Although Turkey is now one of the world's largest tea consumers, tea arrived relatively late to Turkish culture. Coffee dominated for centuries until the early 20th century, when the collapse of the Ottoman Empire made imported coffee beans expensive and hard to source. Mustafa Kemal Atatürk, founder of the Turkish Republic, encouraged tea cultivation in the eastern Black Sea region around Rize, where the misty, mountainous terrain proved ideal for growing Camellia sinensis.

By the 1950s, tea production had taken off and çay began to replace coffee as the everyday drink of choice. Today, Turkey leads the world in per-capita tea consumption — Turks drink an average of over 3 kilograms of tea per person per year, far outpacing even the British. The drink is so central to Turkish identity that the tulip-shaped glass has become an unofficial national symbol.

Tea is brewed using a çaydanlık, a double-stacked kettle. Water boils in the large bottom pot while loose tea leaves steep in the smaller top pot, producing a dark, concentrated brew. When serving, the host pours a measure of this concentrate into a glass, then dilutes it with hot water — açık (light) or koyu (dark) according to the drinker's preference.

Why You Must Try It in Istanbul

Istanbul runs on çay. From the fishermen's stalls in Karaköy to the carpet shops of the Grand Bazaar, tea is the social glue that holds the city together. Street vendors weave through traffic carrying trays of clinking glasses. Shopkeepers press a fresh glass into your hand the moment you step inside. Along the Bosphorus, waterfront tea gardens offer tulip glasses against a backdrop of passing ferries and minarets.

The experience of drinking çay in Istanbul is inseparable from the setting. A glass of tea at a rooftop café overlooking the Golden Horn at sunset, or on a wooden bench in a centuries-old courtyard, is one of the simplest and most memorable things you can do in this city.

Ingredients & Preparation

  • Turkish black tea 🍃 — loose-leaf, finely cut, typically from the Rize region
  • Water 💧
  • Sugar 🍬 — optional, served on the side in cubes

Brew using a çaydanlık: boil water in the lower pot, add loose tea to the upper pot, pour boiling water over the leaves, and let steep for 10–15 minutes over low heat. To serve, pour concentrate into a tulip glass and dilute with hot water to taste.
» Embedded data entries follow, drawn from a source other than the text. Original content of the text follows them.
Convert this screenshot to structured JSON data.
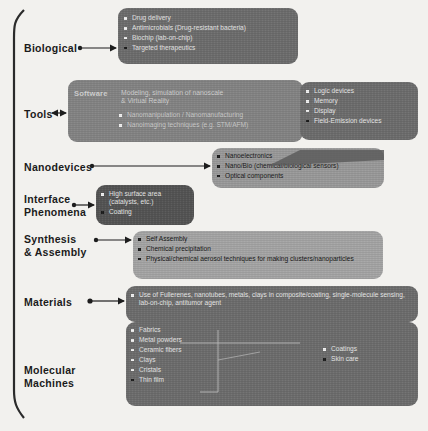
{
  "diagram": {
    "colors": {
      "background": "#f2f1ee",
      "brace": "#2b2b2b",
      "arrow": "#1d1d1d",
      "box_dark": "#6e6e6e",
      "box_mid": "#848484",
      "box_light": "#9a9a9a",
      "box_xdark": "#555555",
      "text_light": "#e6e6e6",
      "label_text": "#1b1b1b"
    },
    "categories": [
      {
        "id": "biological",
        "label": "Biological"
      },
      {
        "id": "tools",
        "label": "Tools"
      },
      {
        "id": "nanodevices",
        "label": "Nanodevices"
      },
      {
        "id": "interface-phenomena",
        "label": "Interface\nPhenomena"
      },
      {
        "id": "synthesis-assembly",
        "label": "Synthesis\n& Assembly"
      },
      {
        "id": "materials",
        "label": "Materials"
      },
      {
        "id": "molecular-machines",
        "label": "Molecular\nMachines"
      }
    ],
    "boxes": {
      "biological": {
        "items": [
          "Drug delivery",
          "Antimicrobials (Drug-resistant bacteria)",
          "Biochip (lab-on-chip)",
          "Targeted therapeutics"
        ]
      },
      "tools_software": {
        "label": "Software",
        "text_line1": "Modeling, simulation of nanoscale",
        "text_line2": "& Virtual Reality",
        "items": [
          "Nanomanipulation / Nanomanufacturing",
          "Nanoimaging techniques (e.g. STM/AFM)"
        ]
      },
      "tools_devices": {
        "items": [
          "Logic devices",
          "Memory",
          "Display",
          "Field-Emission devices"
        ]
      },
      "nanodevices": {
        "items": [
          "Nanoelectronics",
          "Nano/Bio (chemical/biological sensors)",
          "Optical components"
        ]
      },
      "interface_phenomena": {
        "items": [
          "High surface area (catalysts, etc.)",
          "Coating"
        ]
      },
      "synthesis_assembly": {
        "items": [
          "Self Assembly",
          "Chemical precipitation",
          "Physical/chemical aerosol techniques for making clusters/nanoparticles"
        ]
      },
      "materials": {
        "items": [
          "Use of Fullerenes, nanotubes, metals, clays in composite/coating, single-molecule sensing, lab-on-chip, antitumor agent"
        ]
      },
      "molecular_machines": {
        "items_left": [
          "Fabrics",
          "Metal powders",
          "Ceramic fibers",
          "Clays",
          "Cristals",
          "Thin film"
        ],
        "items_right": [
          "Coatings",
          "Skin care"
        ]
      }
    }
  }
}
Best Places to Try Turkish Tea in Istanbul

SpotNeighborhoodKnown For
Pierre Loti CaféEyüpPanoramic Golden Horn views from a hilltop terrace
Çınaraltı Çay BahçesiÇengelköyHistoric Bosphorus-side tea garden under plane trees
Çay TaksimBeyoğluTraditional tea house in the heart of Taksim
Kuzguncuk Çay BahçesiKuzguncukCharming neighborhood garden on the Asian side
Moda SahilKadıköyWaterfront tea spots with Princes' Islands views
İstanbul Modern CaféBeyoğluContemporary setting with Bosphorus backdrop

Insider Tips: Eat Like a Local 🧳

  • Never add milk. Turkish tea is always served black. Adding milk will draw puzzled looks.
  • Hold the glass by the rim. The tulip glass gets hot — grip it at the top edge between thumb and forefinger.
  • Say açık or koyu. When ordering, specify light (açık) or strong (koyu) to control how much concentrate goes in your glass.
  • Pair it with breakfast. A Turkish breakfast spread (kahvaltı) without çay is incomplete. Simit, cheese, olives, and endless glasses of tea is how Istanbul starts the day.
  • Accept the offer. If someone offers you tea — in a shop, at a meeting, at a stranger's home — say yes. It is a gesture of hospitality, and sharing a glass is how friendships begin in Turkey.